Philippine Daily Inquirer
First Posted 16:42:00 02/20/2010

Filed Under: Language, Poetry

Night: Notes

1.
Over drinks I say everyone has sadness, and every sadness is legitimate because I do understand the loneliness of a well-dressed mother of one standing with her back to the kitchen door. What does she see? Maybe manicured lawns, maybe beauty, but I do understand her.

As though I have the strength to look at a street child straight in the eye. I don?t. I have studied the mother in the story for more than three hundred pages, I have said every sadness is legitimate, but there is no sadness in the eyes of the street child and so I cannot look at him, I keep my gaze averted. He amuses himself with a coloring book washed into his corner by the flood. The pages have dried the wrong way and there are now waves there that he cannot flatten, as though the sea has imprinted itself on everything it has touched. Nevertheless he is happy. Maybe I can give him crayons instead of coins. He has no home, no family, but he is happy. Must we feed this happiness with a box of crayons? Is every joy legitimate?

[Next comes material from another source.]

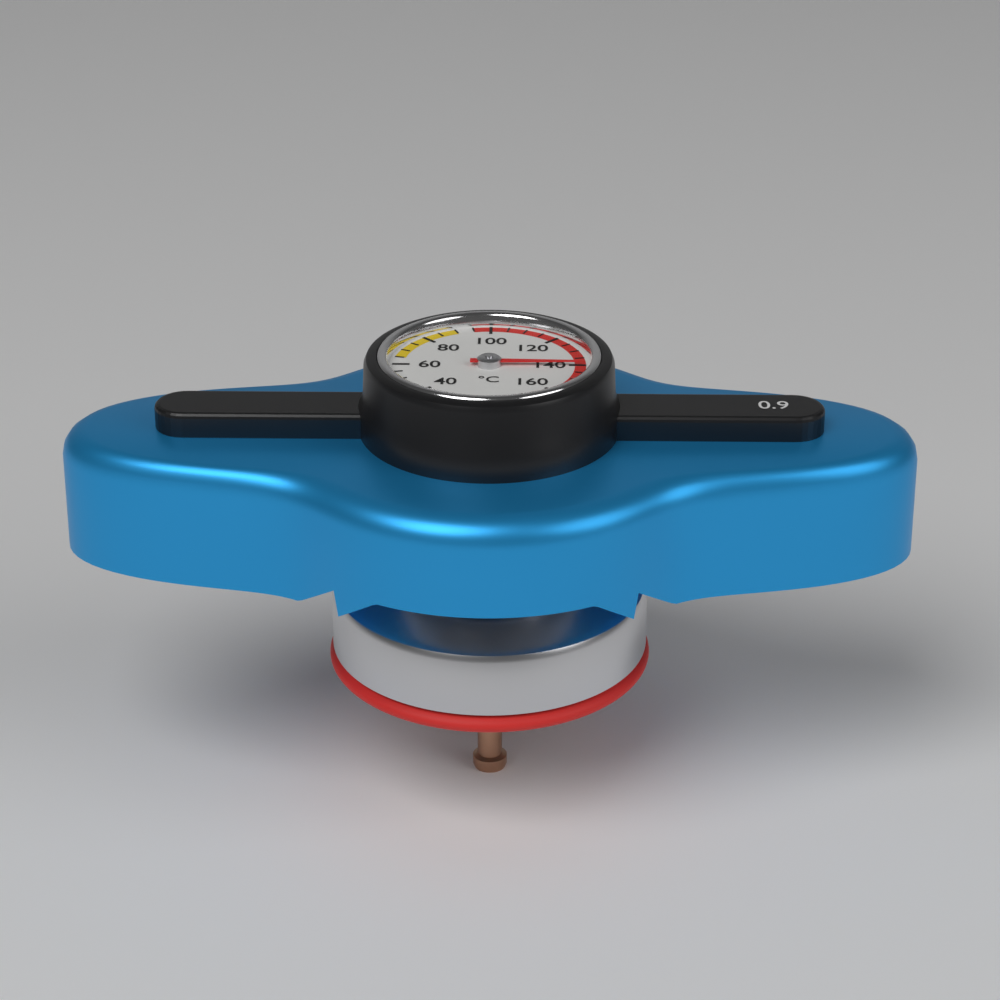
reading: 140 °C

Look at me, wondering about this nameless child, now, when I cannot even look him in the eye. Sometimes when I avoid a group of them on my way to the train I wonder if I hate them, or fear them, if I am a bad person. If he sees this he?ll probably hate me for using the idea of him in my aesthetic. Like a poem can help me. I?m sorry, I am just here for drinks and a good time. If I try to forget the homeless tonight, is it a sin? The mother in the story with a house and a child and a living husband ? if she feels sad despite the food on her table, is it a sin?
Here we are, fragrant and dressed and tucked away in a warm corner of the city. Over there, the bright lights of a giant carousel, and beyond that the bay swaying its filth. Let us finish this glass and take a walk. I must tell the bay to stop. I must march over to it and tell it that everyone is asleep, everyone who stares at you sees nothing and dies.

2.
We walk toward the light because that is what everybody does: the moth in that story, a bewildered traveler, anyone or anything that is lost. When the eye looks at a dot of brilliance in a dark room its muscles open wider, hungry for more. Look at this unnecessary carousel eating up resources, but it is a pretty thing and so we let it be, we keep our insults to ourselves. I do not hold your hand as an apology for a mistake I have yet to do, I point to the ground and say Water so you will not slip and hit your head. Preemptive affection is the norm. And yes, there will be a mistake, somewhere, sometime, and it?ll be mine and you will be hurt, perhaps, and you cannot lash out at me for I did not take your hand, I have told you about the water. It is important that we both remember.

3.
Most of the cars have left the parking lot, and How strange, I say, as I am assaulted by this sudden openness, the sudden glimpse of space, the pavement and the remaining vehicles looking naked and abandoned. You say something about loneliness, and naturally I say We must take a picture. The city moves so fast that even isolation has become elusive. Come, let us turn it into an image, let us pin it on a wall. Let us study all its angles until we can say, Here. This is where you end.
---Ma. Eliza Victoria

But What I Really Want to Say Is

I am showing you my life. It is afternoon
as I write: The summer has given up its sticky heat
in place of rain, premature but as gray

as ever. I cannot see as far
or as deeply as where you are, but when I tell you
what I tell you, you must believe me.

I am showing you my mother, the way she rearranges
furniture you wouldn?t even think
the wood?s been eaten into. When I tell you I forgive her

her skittishness, I rely on what you know
of the term. Similarly, you must understand
that I choose not to speak of my father. Similarly,

you must understand when I tell you several stories
about my father, each annulling each.
I do not intend to be true,

only truthful. I am showing you how
I have loved: not enough, or too much, the result of both
being termination. But when I say

there were days when my cheek pressed against
someone?s sweaty back signified
forever, I mean for the moment

to be acknowledged, I mean there have been
a few, and they have all felt the same. I am being sentimental:
I know no way to speak of the self

without amplification. I am showing you what the bruise
on my thigh means. I am showing you
the implication of a sigh, behind a sneer, and what the proper

response should have been. I am showing you
what should have been. I will show you shame,
string it up and place it around your neck. Most of all,

I am telling you what I want is for you to tell me
It is mine, too. Not an epiphany, not a punch line,
but a mirror, but a kiss, but in the air, perfume, effluvium.